Furniture firm settles in with analytics

A Canadian furniture manufacturer has gotten so comfortable with its enterprise analytical application solution it may expand it worlwide.

Teknion Furniture Systems, based in Toronto, is an example of the kind of company

that is turning to enterprise analytics as a way of managing its growth. It is atypical, however, in that it is building its data reporting capabilities and application framework from the ground up.

Shawn Schultz, Teknion’s director of treasury, says the company started investigating analytics — essentially a beefed-up version of business intelligence software — not long after it went public in July of 1998. A number of acquisitions turned Teknion into one of Canada’s largest furniture manufacturer and distributors with a network of 400 dealers and operating in 52 countries around the world.

“”From one company, in came a multitude of companies,”” he says. “”Public reporting became an issue. We commenced doing that manually, and within a year, realized that we didn’t have a proper database.””

The firm chose Khalix from Markham, Ont.-based Longview Solutions, an application suite supporting a range of functions including forecasting, planning and consolidation. This has become Teknion’s database collector and generator of both internal and external reporting over the past three years.

“”We were a new entity; we didn’t have any historical legacy issues. Essentially we were starting from scratch,”” says Schultz. “”The biggest benefits were up front. We were in acquisition mode for the past several years. In the first and second year that Khalix was in, it allowed us to add an entity very easily regardless of the currency it was in.””

Longview chief technology officer Len Adams says most enterprises run into problems trying to bring disparate databases together. Either the accountant builds data into their spreadsheets, for example, or the IT department takes tools and presents data through a browser.

“”IT is overworked and has a hard time keeping up with the demands of the business and they don’t have time for needs analysis meetings for something that’s constantly changing,”” he says. “”That’s why they turn to these applications.””

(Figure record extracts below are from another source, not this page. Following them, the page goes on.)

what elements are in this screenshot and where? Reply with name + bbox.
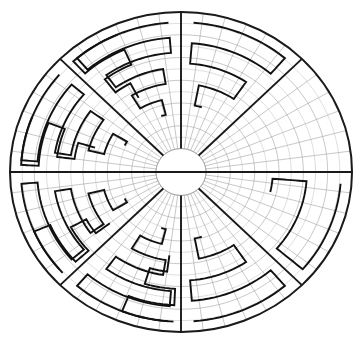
grid-radial-line — [205, 131, 346, 166]
polar-mandala-figure — [0, 0, 360, 344]
mandala-canvas — [0, 0, 360, 344]
grid-radial-line — [203, 184, 329, 252]
radial-spoke — [199, 59, 302, 156]
grid-radial-line — [187, 195, 225, 327]
grid-radial-line — [203, 92, 329, 160]
radial-spokes-layer — [10, 12, 352, 332]
meander-spiral-outer — [73, 35, 138, 98]
grid-radial-line — [33, 92, 159, 160]
grid-radial-line — [33, 184, 159, 252]
grid-radial-line — [187, 17, 225, 149]
grid-radial-line — [96, 33, 169, 151]
grid-radial-line — [96, 192, 169, 310]
grid-radial-line — [205, 178, 346, 213]
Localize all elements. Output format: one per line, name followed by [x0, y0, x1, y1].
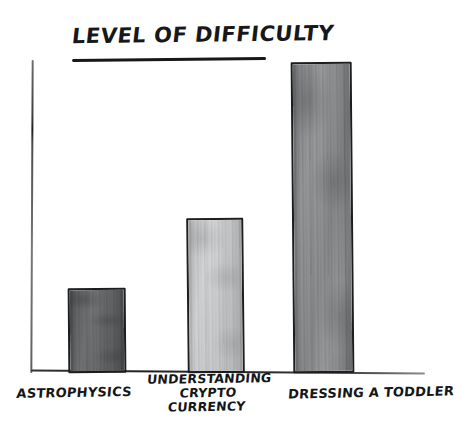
bar-understanding-crypto-currency	[186, 218, 245, 374]
bar-dressing-a-toddler	[291, 62, 355, 374]
title-underline	[72, 57, 266, 62]
x-label-dressing-a-toddler: DRESSING A TODDLER	[282, 384, 460, 402]
bar-chart: LEVEL OF DIFFICULTY ASTROPHYSICS UNDERST…	[0, 0, 475, 432]
x-label-understanding-crypto-currency: UNDERSTANDING CRYPTO CURRENCY	[141, 371, 275, 415]
bar-edge-shading	[70, 290, 125, 371]
chart-title: LEVEL OF DIFFICULTY	[71, 24, 284, 48]
bar-astrophysics	[68, 288, 127, 374]
bar-edge-shading	[293, 64, 353, 371]
y-axis-line	[30, 60, 33, 373]
x-label-astrophysics: ASTROPHYSICS	[7, 385, 140, 402]
bar-edge-shading	[188, 220, 243, 372]
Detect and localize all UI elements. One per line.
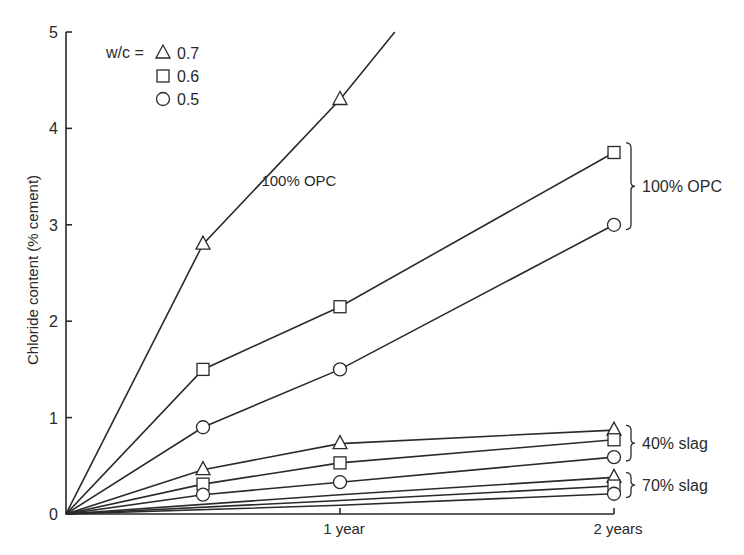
chart-legend: w/c =0.70.60.5 [105, 44, 199, 108]
y-tick-label: 2 [49, 313, 58, 330]
x-tick-label: 2 years [593, 520, 642, 537]
legend-triangle-icon [156, 45, 170, 58]
chart-annotations: 100% OPC100% OPC40% slag70% slag [261, 143, 722, 498]
triangle-marker [333, 436, 347, 449]
chloride-content-chart: 0123451 year2 years 100% OPC100% OPC40% … [0, 0, 744, 555]
circle-marker [197, 488, 210, 501]
legend-circle-icon [157, 93, 170, 106]
legend-label: 0.7 [177, 45, 199, 62]
x-tick-label: 1 year [323, 520, 365, 537]
legend-square-icon [157, 70, 169, 82]
circle-marker [334, 476, 347, 489]
y-tick-label: 4 [49, 120, 58, 137]
circle-marker [608, 218, 621, 231]
square-marker [197, 363, 209, 375]
y-tick-label: 3 [49, 217, 58, 234]
square-marker [608, 147, 620, 159]
brace [626, 143, 635, 230]
legend-prefix: w/c = [105, 44, 144, 61]
circle-marker [608, 451, 621, 464]
group-label: 100% OPC [261, 172, 336, 189]
brace [626, 473, 635, 498]
y-tick-label: 0 [49, 506, 58, 523]
group-label: 40% slag [642, 435, 708, 452]
square-marker [334, 457, 346, 469]
legend-label: 0.5 [177, 91, 199, 108]
y-tick-label: 1 [49, 410, 58, 427]
brace [626, 425, 635, 461]
circle-marker [608, 487, 621, 500]
y-axis-label: Chloride content (% cement) [24, 175, 41, 365]
circle-marker [334, 363, 347, 376]
group-label: 100% OPC [642, 178, 722, 195]
square-marker [608, 434, 620, 446]
legend-label: 0.6 [177, 68, 199, 85]
square-marker [334, 301, 346, 313]
circle-marker [197, 421, 210, 434]
group-label: 70% slag [642, 477, 708, 494]
y-tick-label: 5 [49, 24, 58, 41]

The problem is that IT people lack the accounting knowledge to reflect the legal, operating and pro-forma language of the various data. This means numbers are often stale, irrelevant, or simply wrong, Adams says.

“”If you take the tool approach, you’re just going to roll out numbers. If you take the accounting approach, the numbers are going to match your financial statement,”” he says. “”When you build the system, IT tends to focus on one of them, so you leave four or five stakeholders out in the cold and you’re forced to build other systems.””

Schultz says Khalix has allowed Teknion to accelerate its reporting time frames from a 10 business day cycle to two days. He is now thinking of implementing budgeting and making better use of forecasting.

Comment: [email protected]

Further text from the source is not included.